According to the Merkel government’s plan, the country’s seven oldest reactors, which were taken offline following the Fukushima disaster, will not be restarted. The Kruemmel plant, which has been offline for years due to technical problems, will not be restarted either.
The plan also calls for one of the older nuclear plants to be kept on “standby” from 2013, in case of electricity shortages.

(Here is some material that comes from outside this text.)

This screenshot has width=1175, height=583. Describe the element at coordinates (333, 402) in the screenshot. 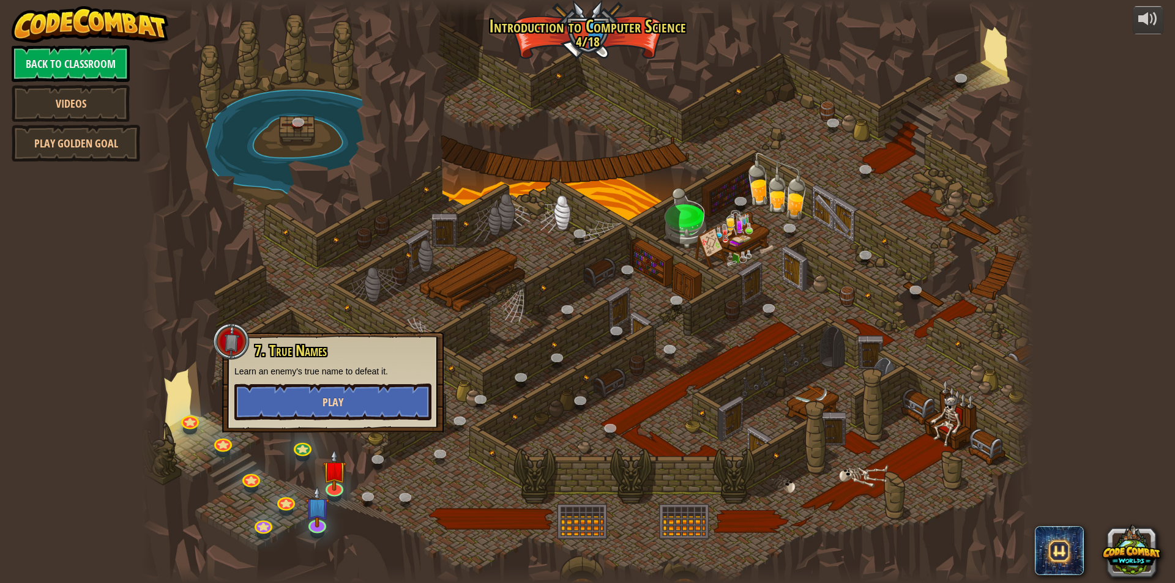

I see `span: Play` at that location.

Another six plants will be closed by the end of 2021 and the three newest will remain operational until 2022.
Germany’s four top nuclear energy firms – Eon, RWE, EnBw and Swedish-based Vattenfall – last month prepared a lawsuit against the German government’s decision to idle seven of Germany’s 17 nuclear power stations by 2021. It expected to be filed by RWE.

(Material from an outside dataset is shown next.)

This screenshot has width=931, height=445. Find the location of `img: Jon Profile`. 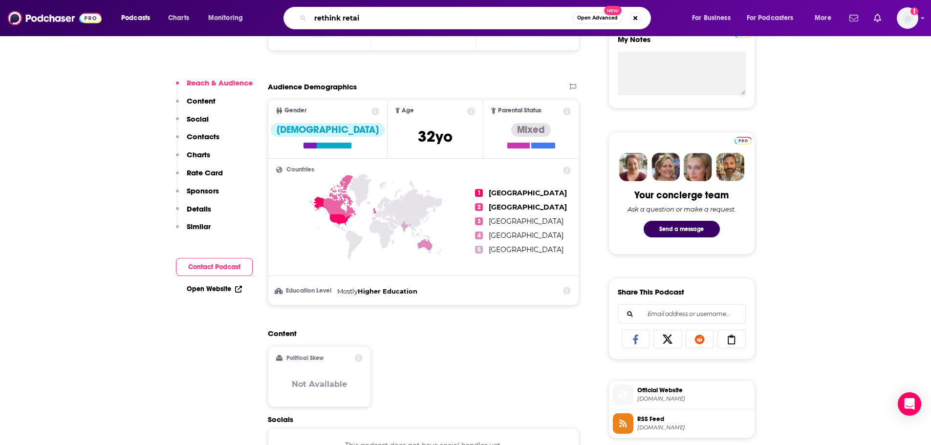

img: Jon Profile is located at coordinates (730, 167).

The four nuclear energy firms warned that Germany could face widespread winter blackouts, if the government phases out nuclear power, a finding challenged by a recent study conducted by the nonprofit German Watch.
Protesters with Greenpeace Germany unfurl anti-nuclear banners at Berlin’s Brandenberg Gate, May 29, 2011 (Photo courtesy Greenpeace Germany) |
On Monday, the Federation of German Industry, BDI, said the shutdown could force Germany to build more coal and gas power plants to stabilize the energy supply and price, leading to more greenhouse gas emissions.

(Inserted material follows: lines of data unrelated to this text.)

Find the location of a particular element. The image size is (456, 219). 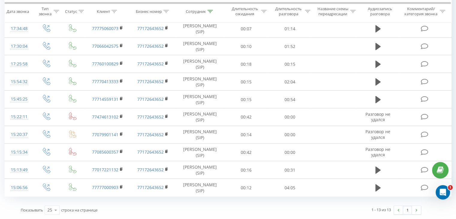

a: 77474613102 is located at coordinates (105, 117).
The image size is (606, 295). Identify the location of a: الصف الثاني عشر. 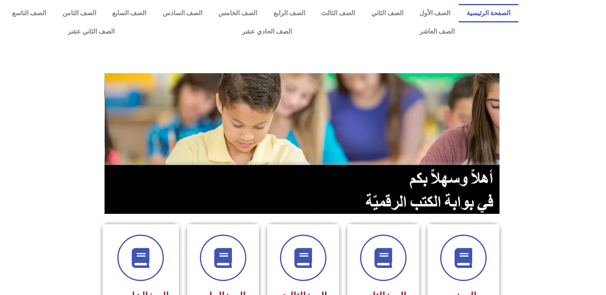
(91, 32).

In 2000, the coalition government of the Social Democratic Party and the Green Party announced their decision to phase out nuclear power plants by 2020.
Last fall, Merkel announced that she would extend the life of Germany’s nuclear plants of 12 years on average. But she revised that position in March as a result of the Fukushima Daiichi disaster in Japan and of late March elections in two German states accompanied by direct protest actions throughout Germany.
Since then, there has been mounting public pressure on the Merkel government to phase out nuclear power. On Saturday, there were nationwide demonstrations in at least 20 cities attended by over 100,000 to protest against nuclear energy. In Berlin alone, over 20,000 persons demonstrated.
During the previous week, hundreds of anti-nuclear demonstrators marched in the streets of Berlin in the pouring rain in protest of the annual convention nuclear technologists at the Berlin Congress Center.
Chancellor Merkel said today that her government plans to replace nuclear energy with renewable sources of power.
She said, “We don’t only hope to give up nuclear energy by 2022, but also to reduce our CO2 emissions by 40 percent and double our share of renewable energies, from about 17 percent today to then 35 percent.”
According to government data, the German renewable energy sector already employs some 370,000 people.
Federal Secretary of the Environment Norbert Röttgen said today that Germany’s renewable energy industry must be subsidized to give it a stronger market and competition orientation.
Röttgen stressed that the coalition government intends to bring the entire country into agreement with its new nuclear policy. “A consent is to be aimed at also in the ultimate nuclear waste disposal question,” he said.